What that means is that if – and it’s no longer a big “if” but a realistic possibility – they lift the trophy in Seville on 18 May that we cannot rely on doing just enough to stay in front, because they will leverage the shit out of their position, and they will be hammering on our door next year and perhaps even the year after that, whatever the results on the park are.

They will be in better shape than at any time in their short history.

The Celtic board fan-club can argue all they want that the club is in good hands and that things are running smoothly; I would contend that aside from the excellence in the dugout, the upper leadership of our club remains decidedly third rate.

Remember that results on the park can cover a multitude of sins.

The Ibrox players and management team may just have dug their club’s directors – who had not a clue how to face this summer – out of a very deep hole.

There is no question in my mind though that Ange has done that for ours.

This board has been tested, under real pressure, once in the last 20 years and under that spotlight they sacked Lennon too late, dithered over his replacement, plucked the first name the Lawwell contacts book threw at them and hired him after one interview, hired and then sacked a CEO within six months and appointed his replacement from around the wee table where all those other decisions were made, and those same people have now hired Peter Lawwell’s son to run the whole scouting and signing department, ironically the one area of the club which has actually improved from the time when another Lawwell ran it all.
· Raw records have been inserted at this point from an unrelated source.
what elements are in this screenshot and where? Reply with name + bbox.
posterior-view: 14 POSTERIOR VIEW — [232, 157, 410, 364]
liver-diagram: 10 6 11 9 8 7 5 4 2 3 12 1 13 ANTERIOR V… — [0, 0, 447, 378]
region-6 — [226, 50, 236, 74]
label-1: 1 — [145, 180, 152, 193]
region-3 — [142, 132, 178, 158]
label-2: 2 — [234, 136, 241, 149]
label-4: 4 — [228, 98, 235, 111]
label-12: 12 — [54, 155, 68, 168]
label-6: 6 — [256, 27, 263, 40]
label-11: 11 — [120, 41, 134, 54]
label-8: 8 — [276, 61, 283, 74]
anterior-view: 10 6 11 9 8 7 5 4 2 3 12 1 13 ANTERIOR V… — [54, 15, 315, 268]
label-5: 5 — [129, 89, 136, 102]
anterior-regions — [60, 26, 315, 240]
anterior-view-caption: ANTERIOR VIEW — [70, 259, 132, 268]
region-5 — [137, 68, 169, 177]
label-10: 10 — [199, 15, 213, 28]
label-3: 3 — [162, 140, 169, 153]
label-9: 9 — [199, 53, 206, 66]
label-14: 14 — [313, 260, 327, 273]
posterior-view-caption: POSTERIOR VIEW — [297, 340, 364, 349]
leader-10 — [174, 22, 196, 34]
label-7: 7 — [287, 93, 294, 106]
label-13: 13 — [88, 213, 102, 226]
These are the facts of the case, and they are undisputed.

By the time the full-time whistle blows in Seville, on 18 May, that same board of directors might find themselves faced with an aggressive, driven opponent which will have the resources to fight out the next campaign, backed by a support which will believe anything is possible, with the wind at their back and a media fully onside, and they will have no qualms about spending whatever they have to in order to supplant us.

In those circumstances, everything comes down to a single question; is this board, with its insular thinking, capable of accepting the changed circumstances and responding in a way that has thus far completely eluded them?

This will be their second major test, and if we go into that fight with anything less than full-throated commitment then, frankly, I fear it will end badly. But if this club has learned the dark lessons of the last 24 months, instead of drawing all the wrong conclusions, then it will act with resolution and purpose and lay aside the doubts.

That is what I fervently hope for, but history has taught me to worry.

At any other club, the events of last night would have hard-slapped them out of whatever complacency there was left.

If Ibrox wins that final, then the landscape has changed and whatever the summer plan was, it has to change to meet the new challenge.

If they don’t get this then a hard rain is going to fall, and it ought to be the one that finally sweeps this exhausted, visionless board away.

Because sleeping at the wheel once can be forgiven … but I fear we’ve fallen into a pattern here of complacency and a style of decision making from which no real long term good can come.

I hope to God I’m wrong. I hope we never have to find out.